Tags
Language
Tags
April 2024
Su Mo Tu We Th Fr Sa
31 1 2 3 4 5 6
7 8 9 10 11 12 13
14 15 16 17 18 19 20
21 22 23 24 25 26 27
28 29 30 1 2 3 4

The Psychopath Inside: A Neuroscientist's Personal Journey into the Dark Side of the Brain [Repost]

Posted By: ChrisRedfield
The Psychopath Inside: A Neuroscientist's Personal Journey into the Dark Side of the Brain [Repost]

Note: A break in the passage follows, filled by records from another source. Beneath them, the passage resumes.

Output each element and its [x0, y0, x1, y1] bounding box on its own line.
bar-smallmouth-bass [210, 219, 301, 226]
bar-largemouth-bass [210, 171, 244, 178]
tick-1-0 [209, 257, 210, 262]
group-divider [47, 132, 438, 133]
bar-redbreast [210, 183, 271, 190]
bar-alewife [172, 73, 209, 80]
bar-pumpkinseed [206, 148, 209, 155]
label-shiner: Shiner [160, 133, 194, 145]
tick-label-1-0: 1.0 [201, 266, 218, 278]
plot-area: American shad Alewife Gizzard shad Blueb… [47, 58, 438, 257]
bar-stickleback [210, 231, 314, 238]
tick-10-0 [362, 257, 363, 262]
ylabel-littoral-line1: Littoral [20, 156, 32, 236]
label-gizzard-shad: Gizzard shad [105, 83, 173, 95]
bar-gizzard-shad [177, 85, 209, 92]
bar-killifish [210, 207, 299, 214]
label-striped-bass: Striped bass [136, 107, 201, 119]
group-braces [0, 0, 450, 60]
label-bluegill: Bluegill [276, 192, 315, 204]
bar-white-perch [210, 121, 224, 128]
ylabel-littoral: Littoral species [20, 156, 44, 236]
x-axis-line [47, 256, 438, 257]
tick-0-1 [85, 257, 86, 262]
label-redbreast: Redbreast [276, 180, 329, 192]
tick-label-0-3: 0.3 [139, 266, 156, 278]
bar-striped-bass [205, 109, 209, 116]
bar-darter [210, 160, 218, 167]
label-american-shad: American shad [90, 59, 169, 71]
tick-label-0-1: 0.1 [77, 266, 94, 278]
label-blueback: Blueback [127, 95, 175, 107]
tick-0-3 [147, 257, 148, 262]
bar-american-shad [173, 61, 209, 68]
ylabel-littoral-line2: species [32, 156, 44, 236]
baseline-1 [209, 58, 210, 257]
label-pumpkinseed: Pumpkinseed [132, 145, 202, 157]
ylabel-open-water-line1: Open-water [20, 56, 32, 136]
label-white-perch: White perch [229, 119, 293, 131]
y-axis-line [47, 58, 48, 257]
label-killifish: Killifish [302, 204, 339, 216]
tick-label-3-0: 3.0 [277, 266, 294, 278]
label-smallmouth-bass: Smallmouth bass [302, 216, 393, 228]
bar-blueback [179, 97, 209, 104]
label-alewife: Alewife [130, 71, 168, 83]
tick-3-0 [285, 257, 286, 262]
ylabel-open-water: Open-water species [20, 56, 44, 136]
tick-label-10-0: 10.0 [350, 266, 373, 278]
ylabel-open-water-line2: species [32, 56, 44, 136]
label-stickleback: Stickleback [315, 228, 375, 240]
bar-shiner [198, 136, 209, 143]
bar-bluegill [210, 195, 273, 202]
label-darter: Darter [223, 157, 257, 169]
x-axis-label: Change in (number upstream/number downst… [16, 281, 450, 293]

James H. Fallon - The Psychopath Inside: A Neuroscientist's Personal Journey into the Dark Side of the Brain
Published: 2013-10-31 | ISBN: 1591846005, 1617230154 | EPUB + MOBI | 256 pages | 6 MB


For the first fifty-eight years of his life James Fallon was by all appearances a normal guy. A successful neuroscientist and medical school professor, he’d been raised in a loving, supportive family, married his high school sweetheart, and had three kids and lots of friends.
Then he learned a shocking truth that would not only disrupt his personal and professional life, but would lead him to question the very nature of his own identity.
The Psychopath Inside tells the fascinating story of Fallon’s reaction to the discovery that he has the brain of a psychopath. While researching serial murderers, he uncovered a distinct neurological pattern in their brain scans that helped explain their cold and violent behavior. A few months later he learned that he was descended from a family with a long line of murderers which confirmed that Fallon’s own brain pattern wasn’t a fluke.
As a scientist convinced that humans are shaped by their genetics, Fallon set out to reconcile the truth about his brain with everything he knew about the mind, behavior, and the influence of nature vs. nurture on our personalities. How could he, a successful scientist and a happy family man with no history of violence, be a psychopath? How much did his biology influence his behavior? Was he capable of some of the gruesome atrocities perpetrated by the serial killers he had studied?
Combining his personal experience with scientific analysis, Fallon shares his journey and the discoveries that ultimately led him to understand that, despite everything science can teach us, humans are even more complex than we can imagine.